Shelter Hits An All-Time High for Pets in 2025
As the holiday season ends, the entire team at Gardenia E. Janssen Animal Shelter (GJAS) wants to extend our deepest, most heartfelt gratitude for your unwavering support, compassion, and tireless efforts. As 2025 ends, your community shelter pauses to reflect on a year filled with honor, success, and some heartbreak while caring for the unwanted dogs and cats of Fayette County.
GJAS’s nonprofit mission is unique - it’s about public safety and animal welfare, something that touches every resident in a very real way. The challenges GJAS faces are very different from other nonprofits in our community, and the services provided are crucial to keeping our community and homeless dogs and cats healthy and safe.
In 2025, GJAS reached an all-time high number of 1,754 dogs and cats in need: an increase of 72 dogs and cats over 2024. It is not a milestone anyone hoped to achieve, yet it speaks to the stray animal crisis in our community. In total, GJAS provided care for 1,017 cats and 737 dogs, each one arriving with a different story, a different need, but all with the hope for a second chance.
The honor of this work lies in serving Fayette County through a vital public safety service. GJAS helps keep dogs and cats from running at large protecting your children riding bikes, playing in their own yard, safeguarding family pets and livestock, and preventing accidents before they happen. More importantly, it is an honor because helpless lives depend on GJAS for a warm, safe place while they wait for a family of their own to love.
The success of 2025 is found in saving 1,703 of the dogs and cats that found their way into the shelter’s care. It is reflected in the trust and involvement of the community— neighbors helping neighbors, volunteers giving their time, fosters opening their homes, and adopters choosing compassion. These helping hands come from all walks of life, but they share one common mission: helping those who cannot help themselves.
The heartbreak remains unavoidable. Not every story ends the way we wish it would. Each loss is felt deeply by staff and volunteers who give their hearts every day. These moments remind us why prevention, education, spay and neuter, and responsible pet ownership matter so much.
GJAS proudly serves the entire county. Fayette County citizens have many choices county-wide for doctors, dentists, restaurants, vehicle maintenance, groceries, or buying a car and much more. GJAS, however, is the only place to surrender a dog or cat in need, and the only animal shelter where families can adopt a new furry friend.
Animal shelter work is one of the most misunderstood jobs there is. While moments of playing with puppies and cuddling kittens do happen, they make up only a tiny fraction of the work. What most people never see are the heartbreaking decisions, the intake rooms filled with fear, injury, and neglect, and the emotional weight of staff and volunteers absorbing grief, guilt, anger, and desperation from the public— often all at once.
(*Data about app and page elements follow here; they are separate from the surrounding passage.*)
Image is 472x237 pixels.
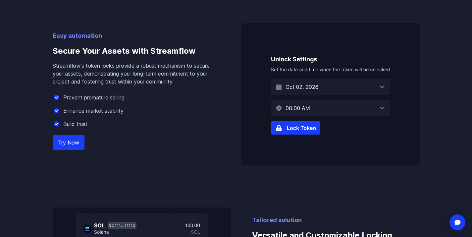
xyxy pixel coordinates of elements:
[53,135,84,150] a: Try Now
[241,23,419,165] img: Secure Your Assets with Streamflow
[63,107,123,115] p: Enhance market stability
[63,120,87,128] p: Build trust
[53,31,220,40] p: Easy automation
[53,40,220,62] h3: Secure Your Assets with Streamflow
[449,214,465,230] div: Open Intercom Messenger
[252,215,419,224] p: Tailored solution
[53,62,220,85] p: Streamflow's token locks provide a robust mechanism to secure your assets, demonstrating your lon...
[63,93,124,101] p: Prevent premature selling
Shelter staff and volunteers work tirelessly to ensure safety, provide medical care, enrichment, advocate for animals with no voice, and maintain compassion despite exhaustion, burnout, and relentless demands. The constant cleaning of kennels, litter boxes, managing overwhelming volume of phone calls, texts, emails, and walkins genuinely takes a toll, all while making every attempt to spend social time with those in our care. Often the staff faces criticism and blame and still show up every day because they believe animal’s matter.
Behind every wagging tail and soft purr of safety is a dedicated, exhausted team holding together a world few ever witness. The shelter is staffed 365 days a year, missing holidays, family moments, school events, and celebrations to care for animals who have nowhere else to go. They cannot save them all—but they try, because saving even one life makes every tear, every hard decision, and every long day worth it.
Looking ahead to 2026, the shelter begins with 92 dogs and cats in care. GJAS remains tremendously grateful to our community of support. The shelter is committed to compassion, public safety, and the belief that every animal deserves a chance and Fayette County deserves to feel safe from dogs and cats running at large. Thank you to our donors and the community. GJAS is grateful for the volunteers and fosters that roll up their sleeves every day and stand beside the shelter—because this important work is only possible by working together.
How can you help?
If you ever wondered how you can help—be kind, be patient, support your local shelter, volunteer if you can, and choose responsible pet ownership by spay and neuter. Behind the scenes are real people carrying an enormous physical, mental, and emotional load so that animals in need can have a second chance. And that work, though unseen, matters more than words can say.